FDA Routinely Misses Serious Safety Issues
FDA-mandated studies on prescription drugs can miss serious safety issues before and after a drug's approval, according to five current and former members of the agency's Drug Safety and Risk Management Advisory Committee, the Washington Post reports.
The group, which published a critique of the agency on Monday in the Archives of Internal Medicine, includes current panel members Curt Furberg, Robyn Shapiro and Arthur Levin, and former panel members Peter Gross and Brian Strom (Lee, Washington Post, 10/10). The group recommends that Congress take the following steps to improve the agency's monitoring of drug safety:
- Provide FDA with more direct legal authority to pursue safety violations;
- Create a "conditional" drug approval policy for certain types of drugs;
- Provide FDA with additional funding to improve safety-monitoring operations and require that it do so (Jackson, Winston-Salem Journal, 10/10);
- Mandate a broader representation of safety experts with fewer potential conflicts of interest on advisory panels; and
- Ban consumer advertising of newly approved classes of drugs until they have been on the market long enough to detect safety issues.
The group said that FDA does not currently have authority to unilaterally pull dangerous drugs from the market, force changes to drug label warnings or penalize companies that do not adequately monitor safety. The group also contends that FDA "lacks the money and structure to insulate itself from the influence of the pharmaceutical industry," the Post reports (Washington Post, 10/10).
Furberg, a professor of public health sciences at Wake Forest University, said that under current FDA procedures, "new drugs are introduced on the market with inadequate safety documentation." Furberg said, "Serious drug reactions are later reported from the marketplace, and a large number of patients are unnecessarily injured" (Preciphs, Bloomberg/Philadelphia Inquirer, 10/10). Furberg added, "The FDA has for the past decade been aware of these problems; they've done very little to fix them."
Steven Galson, director of CDER, said, "We could improve the way that we handle drug safety by putting more people on the assessments and improving the science behind those assessments. And that is not just on FDA's shoulders - it's on the whole drug development enterprise." Galson said the recommendation for conditional approval was "intriguing." He added that the creation of a new agency was unlikely to help drug safety problems because it "would create new walls, new structures that would make it more difficult for our staff to interact with one another."
Pharmaceutical Research and Manufacturers of America spokesperson Alan Goldhammer said insurers might not cover drugs that have conditional approval, thereby reducing access to new treatments. Goldhammer said, "Drugs are approved on both the benefit and the risk, and if the agency becomes too risk-averse, it runs the risk of not approving important new drugs that could benefit patients."
Senate Finance Committee Chair Chuck Grassley (R-Iowa) said, "Both Congress and the administration need to take action to refocus the FDA's drug-safety work and to end the agency's too-cozy relationship with the drug companies" (Washington Post, 10/10).
NPR's "All Things Considered" on Monday reported on the recommendations. The segment includes comments from Sheila Burke, chair of an Institute of Medicine committee that last month recommended changes to FDA to ensure prescription drug safety; Grassley; and Strom (Silberner, "All Things Considered," NPR, 10/9).
The complete segment is available online in RealPlayer.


[TASK INSTRUCTIONS]:
Select, from the data, each line where "pixels" occurs.
== ENTRIES SUPPLIED ==
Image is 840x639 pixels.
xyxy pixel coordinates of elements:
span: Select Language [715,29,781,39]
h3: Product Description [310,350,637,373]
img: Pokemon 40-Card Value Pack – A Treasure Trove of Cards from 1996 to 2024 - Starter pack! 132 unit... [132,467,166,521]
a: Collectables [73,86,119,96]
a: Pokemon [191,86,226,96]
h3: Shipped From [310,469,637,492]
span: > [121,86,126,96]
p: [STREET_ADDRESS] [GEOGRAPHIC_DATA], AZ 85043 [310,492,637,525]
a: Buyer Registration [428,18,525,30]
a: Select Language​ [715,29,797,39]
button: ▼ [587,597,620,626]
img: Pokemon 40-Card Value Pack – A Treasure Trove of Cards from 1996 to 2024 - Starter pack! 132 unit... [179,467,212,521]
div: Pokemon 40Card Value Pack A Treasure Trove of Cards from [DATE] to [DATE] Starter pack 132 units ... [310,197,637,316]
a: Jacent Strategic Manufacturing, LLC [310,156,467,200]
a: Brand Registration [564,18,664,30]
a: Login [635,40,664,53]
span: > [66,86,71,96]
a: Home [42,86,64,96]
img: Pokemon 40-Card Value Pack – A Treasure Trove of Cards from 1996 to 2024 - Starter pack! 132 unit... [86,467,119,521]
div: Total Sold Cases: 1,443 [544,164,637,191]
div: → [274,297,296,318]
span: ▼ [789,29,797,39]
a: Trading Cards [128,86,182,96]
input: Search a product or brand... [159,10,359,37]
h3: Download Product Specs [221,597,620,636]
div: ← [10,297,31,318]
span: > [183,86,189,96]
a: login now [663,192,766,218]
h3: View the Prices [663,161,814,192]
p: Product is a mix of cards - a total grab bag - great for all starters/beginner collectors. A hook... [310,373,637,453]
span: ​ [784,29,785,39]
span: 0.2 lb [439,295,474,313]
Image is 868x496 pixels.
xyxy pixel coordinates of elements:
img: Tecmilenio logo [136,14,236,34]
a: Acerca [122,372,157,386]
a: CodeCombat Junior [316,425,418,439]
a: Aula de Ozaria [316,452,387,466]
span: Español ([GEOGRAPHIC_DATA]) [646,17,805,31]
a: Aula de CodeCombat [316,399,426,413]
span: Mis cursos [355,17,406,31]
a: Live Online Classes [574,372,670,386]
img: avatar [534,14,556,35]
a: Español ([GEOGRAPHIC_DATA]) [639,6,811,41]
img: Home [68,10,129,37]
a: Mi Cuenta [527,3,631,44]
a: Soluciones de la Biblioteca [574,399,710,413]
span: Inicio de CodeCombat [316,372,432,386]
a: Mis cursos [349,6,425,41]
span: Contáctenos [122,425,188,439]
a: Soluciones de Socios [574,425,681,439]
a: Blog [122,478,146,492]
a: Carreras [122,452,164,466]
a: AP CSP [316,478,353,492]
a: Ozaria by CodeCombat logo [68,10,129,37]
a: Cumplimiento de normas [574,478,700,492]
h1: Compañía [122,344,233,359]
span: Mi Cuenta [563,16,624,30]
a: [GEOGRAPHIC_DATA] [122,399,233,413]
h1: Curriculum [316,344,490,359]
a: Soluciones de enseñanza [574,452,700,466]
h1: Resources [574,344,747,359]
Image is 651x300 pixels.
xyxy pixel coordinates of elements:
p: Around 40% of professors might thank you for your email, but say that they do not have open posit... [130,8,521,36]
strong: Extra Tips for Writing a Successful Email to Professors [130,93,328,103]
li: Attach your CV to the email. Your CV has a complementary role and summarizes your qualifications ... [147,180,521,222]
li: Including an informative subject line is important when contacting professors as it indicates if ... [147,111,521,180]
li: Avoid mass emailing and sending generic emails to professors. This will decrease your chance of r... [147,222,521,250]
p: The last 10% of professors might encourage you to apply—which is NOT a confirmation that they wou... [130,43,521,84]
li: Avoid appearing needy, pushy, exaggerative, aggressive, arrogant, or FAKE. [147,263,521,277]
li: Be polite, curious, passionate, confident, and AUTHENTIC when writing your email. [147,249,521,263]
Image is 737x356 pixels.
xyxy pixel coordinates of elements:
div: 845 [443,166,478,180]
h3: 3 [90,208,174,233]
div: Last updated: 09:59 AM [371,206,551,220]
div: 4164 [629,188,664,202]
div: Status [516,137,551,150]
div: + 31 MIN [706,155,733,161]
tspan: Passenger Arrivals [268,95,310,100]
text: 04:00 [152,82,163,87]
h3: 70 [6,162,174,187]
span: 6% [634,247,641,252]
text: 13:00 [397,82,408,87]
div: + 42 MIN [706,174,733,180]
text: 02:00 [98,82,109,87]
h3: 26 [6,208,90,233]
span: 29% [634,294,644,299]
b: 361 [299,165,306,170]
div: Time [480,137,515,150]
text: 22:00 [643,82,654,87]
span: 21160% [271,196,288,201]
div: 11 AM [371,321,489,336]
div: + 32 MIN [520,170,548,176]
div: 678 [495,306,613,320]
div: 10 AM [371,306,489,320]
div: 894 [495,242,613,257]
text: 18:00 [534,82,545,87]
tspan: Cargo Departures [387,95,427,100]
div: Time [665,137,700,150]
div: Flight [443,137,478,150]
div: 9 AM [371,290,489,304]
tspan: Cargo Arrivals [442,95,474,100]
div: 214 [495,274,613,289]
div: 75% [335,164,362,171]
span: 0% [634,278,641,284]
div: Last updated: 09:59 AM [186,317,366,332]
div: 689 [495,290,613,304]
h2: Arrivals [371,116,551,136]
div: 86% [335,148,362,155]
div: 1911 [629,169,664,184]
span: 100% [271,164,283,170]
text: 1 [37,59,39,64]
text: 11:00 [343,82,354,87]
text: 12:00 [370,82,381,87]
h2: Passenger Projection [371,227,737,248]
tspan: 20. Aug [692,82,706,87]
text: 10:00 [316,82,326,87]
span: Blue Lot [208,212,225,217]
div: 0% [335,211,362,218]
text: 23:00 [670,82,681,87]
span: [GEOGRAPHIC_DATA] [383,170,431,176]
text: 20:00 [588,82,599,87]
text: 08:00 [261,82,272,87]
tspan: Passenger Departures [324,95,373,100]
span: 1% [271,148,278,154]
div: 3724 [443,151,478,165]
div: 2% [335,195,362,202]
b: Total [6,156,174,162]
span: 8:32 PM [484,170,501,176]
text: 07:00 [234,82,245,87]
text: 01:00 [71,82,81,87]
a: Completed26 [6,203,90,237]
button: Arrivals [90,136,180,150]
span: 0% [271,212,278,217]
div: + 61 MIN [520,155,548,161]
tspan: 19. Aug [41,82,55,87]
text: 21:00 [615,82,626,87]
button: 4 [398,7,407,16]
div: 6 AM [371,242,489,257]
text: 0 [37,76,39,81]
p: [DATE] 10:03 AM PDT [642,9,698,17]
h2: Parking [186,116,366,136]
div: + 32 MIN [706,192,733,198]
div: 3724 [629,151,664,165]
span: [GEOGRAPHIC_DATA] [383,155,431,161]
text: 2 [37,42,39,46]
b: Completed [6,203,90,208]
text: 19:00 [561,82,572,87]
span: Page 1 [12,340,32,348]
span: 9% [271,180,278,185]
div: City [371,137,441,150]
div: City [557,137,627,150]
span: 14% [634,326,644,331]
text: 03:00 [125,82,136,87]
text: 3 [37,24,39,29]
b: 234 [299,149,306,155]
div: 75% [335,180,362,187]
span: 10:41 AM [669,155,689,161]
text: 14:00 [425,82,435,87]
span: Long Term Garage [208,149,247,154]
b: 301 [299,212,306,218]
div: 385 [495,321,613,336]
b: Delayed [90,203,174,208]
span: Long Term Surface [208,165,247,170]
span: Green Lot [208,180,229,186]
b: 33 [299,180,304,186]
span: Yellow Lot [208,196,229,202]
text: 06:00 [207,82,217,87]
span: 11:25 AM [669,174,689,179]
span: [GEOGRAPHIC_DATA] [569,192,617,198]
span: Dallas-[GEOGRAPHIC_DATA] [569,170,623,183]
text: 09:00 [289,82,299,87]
===
[RESPONSE FOR THIS EXERCISE]:
Image is 840x639 pixels.
Image is 868x496 pixels.
Image is 651x300 pixels.
Image is 737x356 pixels.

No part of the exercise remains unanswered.